Claylonia nubigena Greene, Pittonia 2: 294. 1892.
Monlia perfoliala nubigena Jepson, Fl. W. Middle Calif. 186. 1901.
Annual; stems ascending, less than 1 dm. high, slender; basal leaves petioled, glaucousgreen, the blades filiform or rarely narrowly linear-oblanceolate, often without distinction between petiole and blade; stem-leaves connate, forming a rounded disk 5-15 mm. wide; inflorescence 2-5 cm. long, often peduncled and with a single minute bract, rather lax; sepals orbicular, in fruit scarcely 2 mm. long; petals pale-pink or whitish, 4—6 mm. long.
Type locality: Mt. Tamalpais, California. Distribution: Mountains of central California.
- bibliographic citation
- Percy Wilson, Per Axel Rydberg. 1932. CHENOPODIALES. North American flora. vol 21(4). New York Botanical Garden, New York, NY
Comprehensive Description
provided by North American Flora
Limnia gypsophiloides (Fisch. & Mey.) A. Heller, Muhlenbergia
2:27*. 1907,
i.i.i . in ii. .ii r. irop 2 1 1 1836. a ipalhuiala part . 1887.

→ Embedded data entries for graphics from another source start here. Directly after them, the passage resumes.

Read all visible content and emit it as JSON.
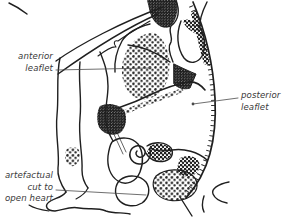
{
  "figure": {
    "type": "anatomical line drawing",
    "colors": {
      "background": "#ffffff",
      "ink": "#1f1f1f",
      "label_text": "#3a3a3a",
      "leader_line": "#4a4a4a"
    },
    "labels": {
      "anterior": {
        "text": "anterior\nleaflet"
      },
      "posterior": {
        "text": "posterior\nleaflet"
      },
      "artefact": {
        "text": "artefactual\ncut to\nopen heart"
      }
    }
  }
}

mfonHa Kvpuiphtloi.lc Howell, Eryt I Annual; stems several or many, erect or ascending, 5-20 cm. high, glabrous; basal leaves filiform to narrowly linear, light-green or glaucous, slender, 3-S cm. long, 1-2 mm. wide, usually without distinction between petiole and blade; stem-leaves varying from ovate to linear, connate only on one side at the base up to half their length, 1-3 cm. long, 1-8 mm. wide; racemes elongate, usually peduncled, with a single bract, 3-10 cm. long, the pedicels single or in pairs, slender, recurved in fruit; sepals suborbicular, about 2 mm. long; petals pink or white, oval, 5-6 mm. long, deeply notched; capsule 2-2.5 mm. long; seeds black, shining, minutely punctate, 1 mm. long.

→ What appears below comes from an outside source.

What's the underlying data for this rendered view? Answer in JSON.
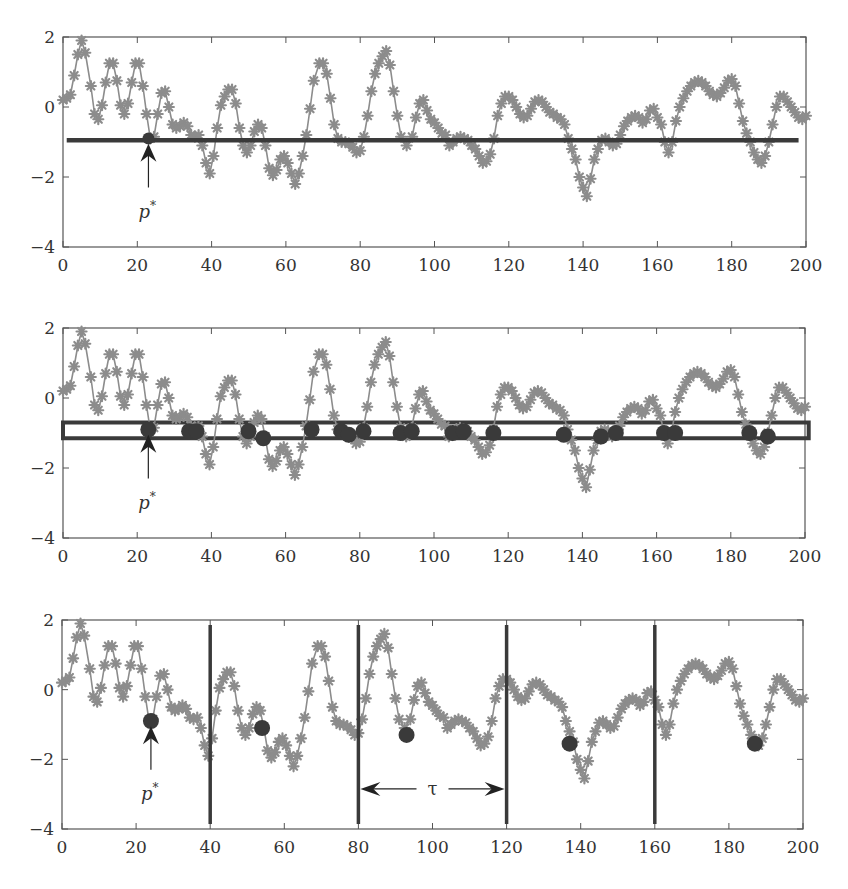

Type locality: (Fort] Ross. California.
Distribution: Oregon and California.
- bibliographic citation
- Percy Wilson, Per Axel Rydberg. 1932. CHENOPODIALES. North American flora. vol 21(4). New York Botanical Garden, New York, NY
Claytonia gypsophiloides: Brief Summary
provided by wikipedia EN
Claytonia gypsophiloides, known by the common names gypsum springbeauty and Coast Range claytonia, is a species of wildflower in the family Montiaceae.